We’re A Whole Lot Different, We’re A Whole Lot The Same

 

For my contribution for this Marion Memo that falls between Thanksgiving and Christmas, I’m going to focus on … neither! We have ample opportunities to discuss both in other settings as a church, so instead I want to share with you some of what I returned with, (other than the beard), from my recent trip to Guatemala.

Foremost among the impressions I bring back is the sense that, in spite of many differences, we are so much the same the world over. We of course were created by, and called into relationship with, the same God, so it shouldn’t surprise me but I guess it still does.

While in material ways Guatemalans have much more obvious struggles, we have in common with them the constant tension of trying to avoid being shaped by our surrounding culture more than we are by the gospel of Jesus. Jesus calls us to live in one way, and our Mayan/Central American and our North American cultures call us to live another. Does that mean Jesus condemns everything in our culture? Certainly not, for within every culture there are some things that do and some things that don’t fall in line with God’s will for us as his people. Our task then becomes one of sifting and sorting. What is in line with the gospel and what is not? How do we best discern these answers? This is where we need each other. Only as we open ourselves to one another can we wrestle together with these questions.

I say that we need each other meaning you and I, and one another in our congregation, but also in the sense of the North American church needing the Guatemalan church. You see, I think our different settings affect us differently yet with a similar result. We tend to say, as we observe the church in Guatemala, “How can they remain focused on following God in the midst of their poverty?” We have concern for them and for the effects their primitive, materially impoverished culture has on their faith and faithfulness. But do you know what I have found there and in Ethiopia as well? They are concerned for us. Their concern runs along a very similar vein and they ask, “How can they remain focused on following God in the midst of their wealth?”

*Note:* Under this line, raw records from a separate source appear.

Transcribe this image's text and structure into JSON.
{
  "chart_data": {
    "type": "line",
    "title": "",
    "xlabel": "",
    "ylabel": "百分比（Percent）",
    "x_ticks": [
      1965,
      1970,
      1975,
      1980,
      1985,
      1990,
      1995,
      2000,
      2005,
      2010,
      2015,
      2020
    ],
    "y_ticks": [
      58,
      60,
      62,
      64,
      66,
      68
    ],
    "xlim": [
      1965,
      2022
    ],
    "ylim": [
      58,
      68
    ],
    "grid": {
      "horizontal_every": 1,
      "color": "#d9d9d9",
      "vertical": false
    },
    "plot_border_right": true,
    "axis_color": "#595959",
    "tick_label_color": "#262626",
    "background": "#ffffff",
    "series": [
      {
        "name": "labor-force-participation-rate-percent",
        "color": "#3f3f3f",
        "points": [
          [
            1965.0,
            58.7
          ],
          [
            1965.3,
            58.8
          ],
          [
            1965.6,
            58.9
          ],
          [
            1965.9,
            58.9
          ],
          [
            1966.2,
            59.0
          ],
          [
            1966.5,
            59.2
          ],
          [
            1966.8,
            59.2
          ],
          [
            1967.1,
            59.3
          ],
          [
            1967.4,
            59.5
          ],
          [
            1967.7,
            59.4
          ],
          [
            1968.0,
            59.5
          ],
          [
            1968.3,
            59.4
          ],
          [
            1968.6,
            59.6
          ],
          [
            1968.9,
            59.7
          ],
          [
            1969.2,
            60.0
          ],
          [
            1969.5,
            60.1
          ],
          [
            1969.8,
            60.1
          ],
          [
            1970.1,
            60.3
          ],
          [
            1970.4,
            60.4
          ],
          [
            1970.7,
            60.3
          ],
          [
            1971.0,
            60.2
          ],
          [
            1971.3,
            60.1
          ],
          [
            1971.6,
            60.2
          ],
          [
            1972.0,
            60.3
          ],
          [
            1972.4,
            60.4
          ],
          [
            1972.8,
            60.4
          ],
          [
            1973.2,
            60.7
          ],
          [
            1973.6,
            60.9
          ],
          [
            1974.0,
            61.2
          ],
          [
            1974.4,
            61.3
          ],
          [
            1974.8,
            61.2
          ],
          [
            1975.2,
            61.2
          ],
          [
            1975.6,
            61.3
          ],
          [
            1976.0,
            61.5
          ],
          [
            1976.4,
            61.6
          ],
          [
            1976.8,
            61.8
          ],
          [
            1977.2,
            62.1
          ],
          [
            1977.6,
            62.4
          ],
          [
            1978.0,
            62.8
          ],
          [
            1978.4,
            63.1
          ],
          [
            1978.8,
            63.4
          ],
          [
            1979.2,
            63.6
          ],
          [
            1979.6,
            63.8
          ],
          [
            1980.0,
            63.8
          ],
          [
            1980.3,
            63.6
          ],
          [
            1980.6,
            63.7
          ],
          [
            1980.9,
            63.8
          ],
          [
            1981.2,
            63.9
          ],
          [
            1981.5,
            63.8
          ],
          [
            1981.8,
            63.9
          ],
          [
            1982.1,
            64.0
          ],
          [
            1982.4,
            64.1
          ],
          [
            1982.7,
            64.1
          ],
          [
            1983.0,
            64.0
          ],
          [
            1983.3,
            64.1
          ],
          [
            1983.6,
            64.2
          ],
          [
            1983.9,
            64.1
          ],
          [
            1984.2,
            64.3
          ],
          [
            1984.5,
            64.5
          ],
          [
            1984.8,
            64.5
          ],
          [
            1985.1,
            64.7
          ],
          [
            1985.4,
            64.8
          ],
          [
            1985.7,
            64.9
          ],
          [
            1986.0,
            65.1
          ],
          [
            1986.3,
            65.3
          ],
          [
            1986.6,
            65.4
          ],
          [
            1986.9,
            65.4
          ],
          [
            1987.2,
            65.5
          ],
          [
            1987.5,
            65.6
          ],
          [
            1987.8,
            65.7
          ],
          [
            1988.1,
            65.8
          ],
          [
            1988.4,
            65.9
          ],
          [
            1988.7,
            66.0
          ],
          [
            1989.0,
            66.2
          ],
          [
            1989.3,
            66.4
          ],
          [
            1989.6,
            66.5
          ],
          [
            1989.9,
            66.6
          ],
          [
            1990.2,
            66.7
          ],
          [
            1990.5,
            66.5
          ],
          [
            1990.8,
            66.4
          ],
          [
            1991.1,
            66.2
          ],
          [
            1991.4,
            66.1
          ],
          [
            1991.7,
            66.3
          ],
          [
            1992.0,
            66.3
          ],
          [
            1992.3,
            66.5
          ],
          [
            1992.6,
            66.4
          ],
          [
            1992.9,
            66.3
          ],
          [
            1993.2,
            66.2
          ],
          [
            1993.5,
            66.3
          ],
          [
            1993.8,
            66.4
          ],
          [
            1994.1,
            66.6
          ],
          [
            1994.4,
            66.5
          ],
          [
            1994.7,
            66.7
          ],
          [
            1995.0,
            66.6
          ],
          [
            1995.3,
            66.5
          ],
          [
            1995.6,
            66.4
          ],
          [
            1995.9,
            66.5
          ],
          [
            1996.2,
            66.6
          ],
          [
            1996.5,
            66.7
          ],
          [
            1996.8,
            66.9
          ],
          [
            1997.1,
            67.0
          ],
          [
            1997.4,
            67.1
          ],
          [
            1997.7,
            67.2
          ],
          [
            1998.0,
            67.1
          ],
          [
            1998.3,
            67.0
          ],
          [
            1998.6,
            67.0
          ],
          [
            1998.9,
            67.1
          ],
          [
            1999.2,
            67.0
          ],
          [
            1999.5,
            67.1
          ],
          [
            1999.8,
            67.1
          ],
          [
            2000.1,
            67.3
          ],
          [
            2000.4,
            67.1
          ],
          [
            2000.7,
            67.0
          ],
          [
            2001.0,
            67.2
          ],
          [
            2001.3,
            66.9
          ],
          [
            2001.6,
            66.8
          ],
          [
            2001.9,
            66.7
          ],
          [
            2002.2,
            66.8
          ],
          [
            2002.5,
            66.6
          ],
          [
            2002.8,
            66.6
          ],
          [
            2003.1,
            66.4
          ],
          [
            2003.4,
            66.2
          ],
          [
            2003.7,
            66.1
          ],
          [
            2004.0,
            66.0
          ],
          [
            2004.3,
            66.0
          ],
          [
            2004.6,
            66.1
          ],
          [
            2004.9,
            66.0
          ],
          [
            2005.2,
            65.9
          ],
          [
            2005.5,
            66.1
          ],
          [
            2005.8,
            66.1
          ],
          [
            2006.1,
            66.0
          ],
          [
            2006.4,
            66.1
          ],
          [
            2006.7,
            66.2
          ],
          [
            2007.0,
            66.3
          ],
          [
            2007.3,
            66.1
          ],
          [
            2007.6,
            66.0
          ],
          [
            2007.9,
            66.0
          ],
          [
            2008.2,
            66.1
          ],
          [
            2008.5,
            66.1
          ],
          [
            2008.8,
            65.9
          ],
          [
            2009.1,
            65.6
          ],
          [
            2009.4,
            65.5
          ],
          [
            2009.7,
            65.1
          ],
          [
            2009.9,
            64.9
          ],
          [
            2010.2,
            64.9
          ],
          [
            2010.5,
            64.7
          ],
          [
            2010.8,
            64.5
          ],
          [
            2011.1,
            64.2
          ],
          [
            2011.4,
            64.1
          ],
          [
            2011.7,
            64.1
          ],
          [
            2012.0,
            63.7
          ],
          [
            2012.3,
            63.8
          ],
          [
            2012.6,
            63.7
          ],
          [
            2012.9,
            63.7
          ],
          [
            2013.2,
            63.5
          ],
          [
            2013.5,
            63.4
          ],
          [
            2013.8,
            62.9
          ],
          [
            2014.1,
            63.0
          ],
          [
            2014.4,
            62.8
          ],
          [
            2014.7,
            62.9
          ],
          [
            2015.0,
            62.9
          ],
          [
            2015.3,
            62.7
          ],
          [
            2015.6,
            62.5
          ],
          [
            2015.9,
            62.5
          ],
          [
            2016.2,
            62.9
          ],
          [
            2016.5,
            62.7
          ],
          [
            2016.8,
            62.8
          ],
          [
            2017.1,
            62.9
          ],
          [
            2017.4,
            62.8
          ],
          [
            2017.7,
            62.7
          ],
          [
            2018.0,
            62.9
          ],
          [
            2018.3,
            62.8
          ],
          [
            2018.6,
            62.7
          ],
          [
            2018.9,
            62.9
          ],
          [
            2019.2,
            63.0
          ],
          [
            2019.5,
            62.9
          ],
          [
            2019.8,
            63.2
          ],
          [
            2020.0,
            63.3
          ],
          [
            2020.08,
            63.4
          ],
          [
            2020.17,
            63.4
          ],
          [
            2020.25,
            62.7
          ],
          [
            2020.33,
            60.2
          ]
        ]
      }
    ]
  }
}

I believe both concerns are valid, and I think we all need to continue to ask the question of one another. How are you shaped by your culture? (And how are we by ours?) How are you shaped by your faith in God and the gospel? (And how are we?)

So much of what I experienced and heard as I talked with church leaders who came to work with us on the roof project, and as I experienced their worship in their churches, and as I sat in their homes, showed to me that no matter how far apart we are geographically, culturally, or economically, the same God is desiring to work in us and through us to bless his world. God has called us all to the same purpose, may we all continue to spur one another on to faith and faithfulness, and may God be made known to his world through us all.